Moody’s managing director Steve Wood commented on the WTI price and its relationship to the May futures contract which stops trading tomorrow: “In a normal market, contracts typically roll over and are rarely settled physically but in this environment there is limited storage capacity so there is a mismatch between the “paper” market and the “physical” market. Once the May contract rolls off the June contract becomes the front month contract that is the most widely quoted. June is S US$21 and July is US$27, which shows that the May contract is the anomaly. Furthermore, the current Brent contract is the June contract and is down today at US$26 but not like the May WTI contract.”

Adrian Lara, a senior oil and gas analyst at GlobalData observed that crude production cuts in the US are too slow to support the low price, tipping that storage will run out by mid-May.

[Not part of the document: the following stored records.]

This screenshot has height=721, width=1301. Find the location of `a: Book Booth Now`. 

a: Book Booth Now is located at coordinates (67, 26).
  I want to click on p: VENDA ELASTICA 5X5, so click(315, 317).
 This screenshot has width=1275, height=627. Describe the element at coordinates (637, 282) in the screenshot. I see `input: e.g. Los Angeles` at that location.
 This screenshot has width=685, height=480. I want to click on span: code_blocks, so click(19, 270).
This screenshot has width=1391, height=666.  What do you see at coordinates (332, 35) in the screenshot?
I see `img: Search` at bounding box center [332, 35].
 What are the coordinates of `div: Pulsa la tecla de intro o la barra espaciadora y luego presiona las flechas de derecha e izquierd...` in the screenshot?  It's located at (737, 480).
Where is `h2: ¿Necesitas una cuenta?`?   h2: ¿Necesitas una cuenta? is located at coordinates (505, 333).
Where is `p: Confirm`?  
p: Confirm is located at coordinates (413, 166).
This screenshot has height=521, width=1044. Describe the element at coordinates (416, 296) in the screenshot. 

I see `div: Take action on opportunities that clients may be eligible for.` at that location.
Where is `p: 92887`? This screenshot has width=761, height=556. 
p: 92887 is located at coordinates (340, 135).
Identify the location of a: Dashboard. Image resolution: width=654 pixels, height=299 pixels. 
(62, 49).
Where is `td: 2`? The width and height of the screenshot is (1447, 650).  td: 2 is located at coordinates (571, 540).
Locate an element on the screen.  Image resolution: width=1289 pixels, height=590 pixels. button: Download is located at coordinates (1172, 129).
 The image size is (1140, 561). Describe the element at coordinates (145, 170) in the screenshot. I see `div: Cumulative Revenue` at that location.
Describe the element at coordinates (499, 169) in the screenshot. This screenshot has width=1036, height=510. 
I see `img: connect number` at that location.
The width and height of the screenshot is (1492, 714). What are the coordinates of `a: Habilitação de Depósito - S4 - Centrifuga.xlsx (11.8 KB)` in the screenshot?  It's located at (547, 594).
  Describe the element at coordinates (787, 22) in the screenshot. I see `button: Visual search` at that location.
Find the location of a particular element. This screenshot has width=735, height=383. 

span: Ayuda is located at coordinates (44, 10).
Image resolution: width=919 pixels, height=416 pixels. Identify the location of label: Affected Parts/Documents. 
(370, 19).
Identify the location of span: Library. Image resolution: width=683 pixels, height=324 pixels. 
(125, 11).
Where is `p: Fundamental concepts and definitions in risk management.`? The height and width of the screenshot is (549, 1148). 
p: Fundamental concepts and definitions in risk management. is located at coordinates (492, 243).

“Fundamentally there is little doubt US storage won’t be enough by late May-early June if crude oil production remains at the current rate, and refining capacity does not increase. With most of the country in lockdown until at least mid-May, staying at the current low levels of refining processing is the most likely scenario,” Mr Lara said. “In particular, storage in Cushing is expected to be filled up by end of May and this has already been pressuring the WTI spot price and then on top of it came the mismatch between the May futures contract and subsequent months.”

He concluded by forecasting that with no real certainty as to when the US lockdown will end or the economy will have a revived need to transport people and goods, “the downward pressure on WTI will continue during the next months.”